Ammosphere began as a question: could a small group of houses, on a piece of land we love, hold a holiday in the way we wanted to live one ourselves?
The answer turned into four houses. Two pairs of mirror buildings on the dunes of Ammolofoi, sharing a single infinity pool and a single architectural language: solid wood, calm light, generous bedrooms, salt-cleaned water, materials that age well and don’t ask much of the planet.
Each house has its own personality. Ammosphere I and II sleep up to eight and feel built for an extended family or two couples travelling together. Ammosphere III is the more intimate of the four — three bedrooms, a loft with a private balcony, the right size for a smaller family or a couple who want room to spread out.

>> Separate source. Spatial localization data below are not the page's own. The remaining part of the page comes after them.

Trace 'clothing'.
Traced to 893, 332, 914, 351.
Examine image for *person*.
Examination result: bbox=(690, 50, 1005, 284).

Ammosphere IV is the same layout as III, but designed end-to-end for guests with reduced mobility or low vision: a step-free ground-floor bathroom, braille signage, an information folder printed in braille — the things that should be standard everywhere and somehow still aren’t.
Around the houses, life is quiet. The beach is a five-minute walk; Nea Peramos is two kilometres up the hill, with a bakery and a pharmacy and the kind of fish tavernas where the fisherman knows your face by the second visit. Mount Pangaeon — the ancient gold mountain — stands across the bay as the sunset’s backdrop.
We hope you stay long enough to slow down. That’s really all we built this for.